Choosing Integrity Over Fear
Julia Larson always knew she wanted to be a therapist.
Private practice lived quietly in her long-term vision, a symbol of freedom, alignment, and autonomy in how she could serve others.
But once she entered the field, that vision wavered.
Owning a business felt unstable.
Unknown income felt risky.
Supporting a family while stepping into uncertainty felt terrifying.
So she stayed where she was supposed to feel safe, working in inpatient community mental health, until something deeper began to surface.
The policies.
The practices.
The beliefs she was expected to uphold.
They no longer aligned with how she understood healing or what she knew her clients truly needed.
And slowly, the discomfort of staying began to outweigh the fear of leaving.
That tension is what finally moved her forward.
When Alignment Requires Courage
Starting her own practice was the hardest step.
Not because she lacked skill.
But because she carried doubt.
Imposter syndrome whispered that she wasn’t ready.
That she wouldn’t have enough clients.
That the delay in getting paid would put her family at risk.
Add insurance credentialing, billing systems, and the steep learning curve of running a business, and those doubts grew louder.
She wanted her services to remain accessible, to accept insurance so people in her community could receive care without additional barriers.
That choice mattered to her.
But it also made the process slower, more complex, and emotionally heavier.
Every new business task seemed to challenge her sense of legitimacy, even as she was doing meaningful, effective work with her clients.
Holding Scarcity While Witnessing Healing
Her greatest challenge is learning to hold abundance and release scarcity.
She loves watching her clients heal.
She celebrates when someone graduates from therapy or takes a well-earned break.
And yet, each ending also brings the quiet reminder that new beginnings are required.
Marketing must continue.
Clients must keep coming.
The cycle never fully pauses.
She reminds herself that mental health is not linear.
It is a continuum.
People leave.
People return.
Life changes.
Pain re-emerges.
And she will continue to be a safe place when it does.
This reframe has helped her stay rooted in gratitude, trusting that the right clients will always find their way into her care.
Compassion Without Losing Yourself
Julia knows therapy is powerful.
But she also knows it isn’t everything.
Her own healing journey taught her that much of the work happens outside the therapy room, in daily choices, boundaries, and self-reflection.
Still, sitting with clients in their pain is never easy.
Especially when the world itself contributes to that pain.
Fear of losing rights.
Financial stress.
Systemic pressures she cannot fix.
She wishes, often, that she could change the world for them.
That she could remove the stressors instead of helping people learn how to live with them.
Her care doesn’t stop when the session ends.
She thinks about her clients.
She carries their stories.
That depth of compassion makes her exceptional at what she does.
And it also makes her vulnerable to compassion fatigue.
So she continues learning how to care for herself with the same intention she brings to her clients, knowing that sustainability is not selfish, it’s essential.
Healing Requires Humans, Not Perfection
At Reignelle, we honor practitioners who choose alignment over ease.
The ones who step into visibility while still managing fear.
The ones who care deeply and still learn to set boundaries.
Julia’s story is a reminder that meaningful work doesn’t require certainty, only integrity.
And that choosing yourself, again and again, is often what makes you most capable of holding others.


Out of the entries that follow, copy each line containing "discontinuity".
*** Opening of Records for the exercise ***
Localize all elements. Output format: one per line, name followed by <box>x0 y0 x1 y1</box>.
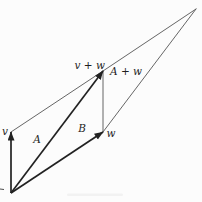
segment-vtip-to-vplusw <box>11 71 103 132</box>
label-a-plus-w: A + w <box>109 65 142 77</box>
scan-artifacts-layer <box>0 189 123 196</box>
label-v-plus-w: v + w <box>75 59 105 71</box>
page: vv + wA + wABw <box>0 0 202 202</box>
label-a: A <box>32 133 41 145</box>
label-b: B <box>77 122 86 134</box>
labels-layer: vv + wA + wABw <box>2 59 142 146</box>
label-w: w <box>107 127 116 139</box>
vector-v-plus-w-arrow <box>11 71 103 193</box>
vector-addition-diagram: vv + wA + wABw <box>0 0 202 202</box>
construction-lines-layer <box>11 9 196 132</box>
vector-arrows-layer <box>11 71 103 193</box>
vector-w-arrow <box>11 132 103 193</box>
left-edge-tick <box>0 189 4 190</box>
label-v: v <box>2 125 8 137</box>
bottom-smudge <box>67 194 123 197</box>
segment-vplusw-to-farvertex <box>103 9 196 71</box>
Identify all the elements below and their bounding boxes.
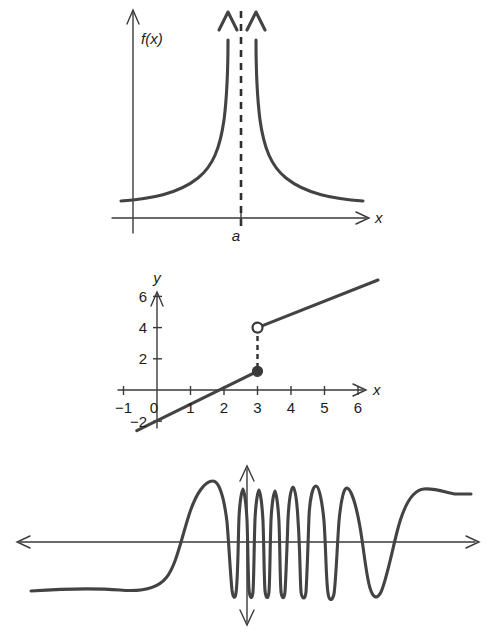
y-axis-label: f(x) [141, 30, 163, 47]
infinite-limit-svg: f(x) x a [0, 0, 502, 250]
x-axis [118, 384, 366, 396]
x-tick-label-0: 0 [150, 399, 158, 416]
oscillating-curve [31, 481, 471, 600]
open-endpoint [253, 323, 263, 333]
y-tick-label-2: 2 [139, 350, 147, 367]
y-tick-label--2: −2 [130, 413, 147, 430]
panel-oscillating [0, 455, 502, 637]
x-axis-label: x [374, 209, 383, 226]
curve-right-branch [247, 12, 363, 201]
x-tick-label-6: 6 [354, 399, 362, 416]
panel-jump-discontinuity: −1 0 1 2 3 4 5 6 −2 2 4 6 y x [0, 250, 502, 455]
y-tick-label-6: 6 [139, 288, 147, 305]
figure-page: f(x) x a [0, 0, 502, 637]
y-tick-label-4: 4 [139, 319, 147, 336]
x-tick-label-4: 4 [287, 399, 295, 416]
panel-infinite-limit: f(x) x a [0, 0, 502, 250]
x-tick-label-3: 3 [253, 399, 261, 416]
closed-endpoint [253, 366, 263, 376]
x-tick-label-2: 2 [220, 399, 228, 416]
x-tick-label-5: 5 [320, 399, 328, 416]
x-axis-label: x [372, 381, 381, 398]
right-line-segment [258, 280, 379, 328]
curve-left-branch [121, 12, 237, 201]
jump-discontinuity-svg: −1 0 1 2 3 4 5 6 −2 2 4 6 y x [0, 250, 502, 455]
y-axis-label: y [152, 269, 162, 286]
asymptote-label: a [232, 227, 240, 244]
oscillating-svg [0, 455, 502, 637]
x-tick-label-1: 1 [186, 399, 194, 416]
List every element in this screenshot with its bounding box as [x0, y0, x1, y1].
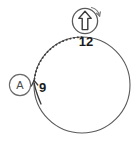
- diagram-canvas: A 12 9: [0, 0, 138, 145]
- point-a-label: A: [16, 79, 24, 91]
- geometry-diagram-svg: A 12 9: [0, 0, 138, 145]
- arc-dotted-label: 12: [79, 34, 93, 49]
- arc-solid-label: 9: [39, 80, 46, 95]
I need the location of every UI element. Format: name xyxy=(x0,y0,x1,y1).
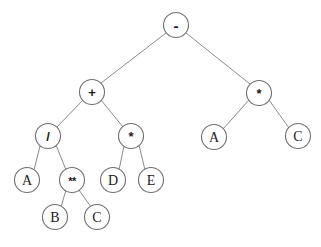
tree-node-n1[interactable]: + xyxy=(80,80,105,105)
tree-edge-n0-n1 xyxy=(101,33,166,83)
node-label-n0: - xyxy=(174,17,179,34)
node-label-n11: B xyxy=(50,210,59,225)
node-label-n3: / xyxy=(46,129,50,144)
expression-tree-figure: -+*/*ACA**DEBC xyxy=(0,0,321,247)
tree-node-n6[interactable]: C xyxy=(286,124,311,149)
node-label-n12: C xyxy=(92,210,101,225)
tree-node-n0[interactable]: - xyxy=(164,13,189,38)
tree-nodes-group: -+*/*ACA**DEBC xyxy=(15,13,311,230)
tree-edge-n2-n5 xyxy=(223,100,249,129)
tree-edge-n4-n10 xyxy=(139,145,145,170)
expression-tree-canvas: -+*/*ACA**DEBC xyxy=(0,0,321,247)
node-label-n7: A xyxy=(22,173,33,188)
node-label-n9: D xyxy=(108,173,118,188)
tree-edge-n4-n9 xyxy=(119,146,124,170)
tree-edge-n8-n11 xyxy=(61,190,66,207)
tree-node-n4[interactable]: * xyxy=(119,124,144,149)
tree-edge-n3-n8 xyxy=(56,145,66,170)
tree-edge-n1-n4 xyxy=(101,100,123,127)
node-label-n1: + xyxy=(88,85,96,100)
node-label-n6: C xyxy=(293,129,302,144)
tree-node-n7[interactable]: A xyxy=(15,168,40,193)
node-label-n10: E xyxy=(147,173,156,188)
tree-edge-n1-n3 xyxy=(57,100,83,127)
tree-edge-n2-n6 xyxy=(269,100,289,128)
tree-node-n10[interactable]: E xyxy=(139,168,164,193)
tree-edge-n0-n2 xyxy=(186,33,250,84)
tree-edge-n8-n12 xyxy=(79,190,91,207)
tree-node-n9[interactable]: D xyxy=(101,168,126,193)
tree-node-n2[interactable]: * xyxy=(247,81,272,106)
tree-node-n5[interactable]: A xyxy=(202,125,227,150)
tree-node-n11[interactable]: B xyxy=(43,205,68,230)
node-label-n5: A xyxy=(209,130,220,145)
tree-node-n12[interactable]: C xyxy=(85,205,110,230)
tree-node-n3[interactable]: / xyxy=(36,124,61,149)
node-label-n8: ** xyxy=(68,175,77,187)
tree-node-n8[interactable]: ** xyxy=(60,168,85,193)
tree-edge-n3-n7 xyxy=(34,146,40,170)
*** Close of Records for the exercise ***
### Response to this exercise:
panel-jump-discontinuity: −1 0 1 2 3 4 5 6 −2 2 4 6 y x [0, 250, 502, 455]
jump-discontinuity-svg: −1 0 1 2 3 4 5 6 −2 2 4 6 y x [0, 250, 502, 455]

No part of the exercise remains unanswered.